I feel something swirling inside like a vague memory. My lips tremble and I am overcome by sadness. As if in a lucid dream, I see a charred wall disappearing behind smoke. Moans come from an invisible source. A guard wearing a swastika armband pokes at dozens of bloodied bodies with his rifle. He shoots at whatever still moves.
A bird flies up from the wall to the adjacent building, watching from the rooftop as Ruth collapses among the dead below; her arm lies outstretched towards her friend with the crucifix. I push the visions away and unexpected words tumble out. I ask Jill, “Do you know of someone called Martin Buber, who expressed the idea that all religions are the same at their essence?”
Jill looks pleased. “You’ve read his work?”
I shake my head. “I don’t think so, but I have heard it somewhere.”
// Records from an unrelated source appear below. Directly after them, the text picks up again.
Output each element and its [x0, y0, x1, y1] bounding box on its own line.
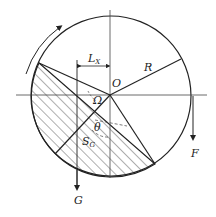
label-F: F: [190, 147, 199, 160]
label-Lx: LX: [87, 52, 101, 66]
drum-diagram: LX O R Ω θ SG G F: [0, 0, 216, 217]
hatched-load-segment: [31, 63, 155, 177]
label-O: O: [112, 77, 121, 90]
label-omega: Ω: [92, 94, 102, 107]
label-R: R: [143, 61, 152, 74]
label-theta: θ: [94, 121, 101, 134]
label-G: G: [74, 194, 83, 207]
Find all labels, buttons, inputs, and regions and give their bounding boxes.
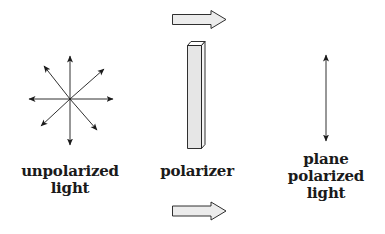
label-line: light [14,180,126,197]
label-line: polarizer [150,163,244,180]
label-plane-polarized-light: plane polarized light [272,151,380,202]
label-polarizer: polarizer [150,163,244,180]
label-line: plane [272,151,380,168]
label-unpolarized-light: unpolarized light [14,163,126,197]
eight-direction-arrows-icon [29,56,113,145]
polarizer-bar-icon [188,42,206,149]
label-line: light [272,185,380,202]
label-line: polarized [272,168,380,185]
label-line: unpolarized [14,163,126,180]
block-arrow-right-icon [173,11,227,29]
block-arrow-right-icon [173,202,227,220]
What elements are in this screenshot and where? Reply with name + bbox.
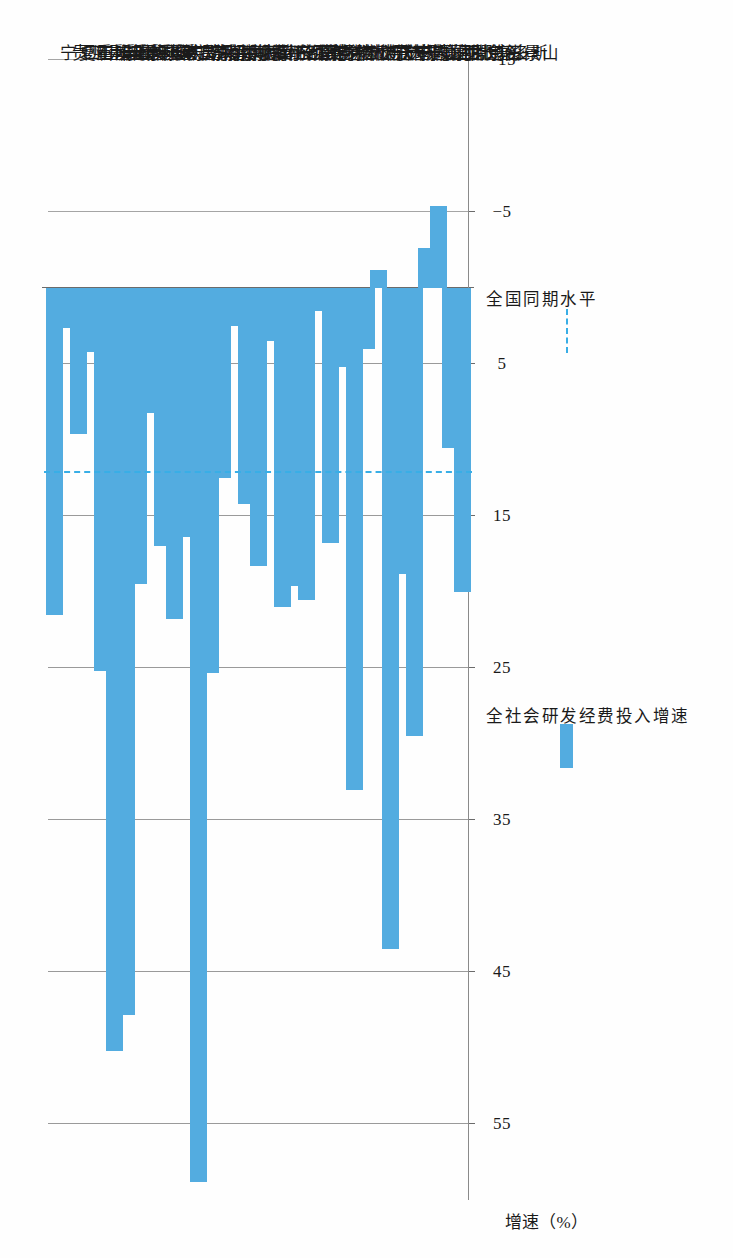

“All right, you two,” Karen says, “these are noble sentiments, but really, Jill, isn’t what you’re suggesting a kind of evasion?” Karen looks at me for support, but I disagree. She sees me shaking my head, but continues. “I think, Jill, you have trouble taking a stand—right or wrong, true or false, good or bad. To you everything seems relative with your ‘right on’ and ‘groovy.’ I imagine you gaze at a rose and think it can help you understand the cosmos.”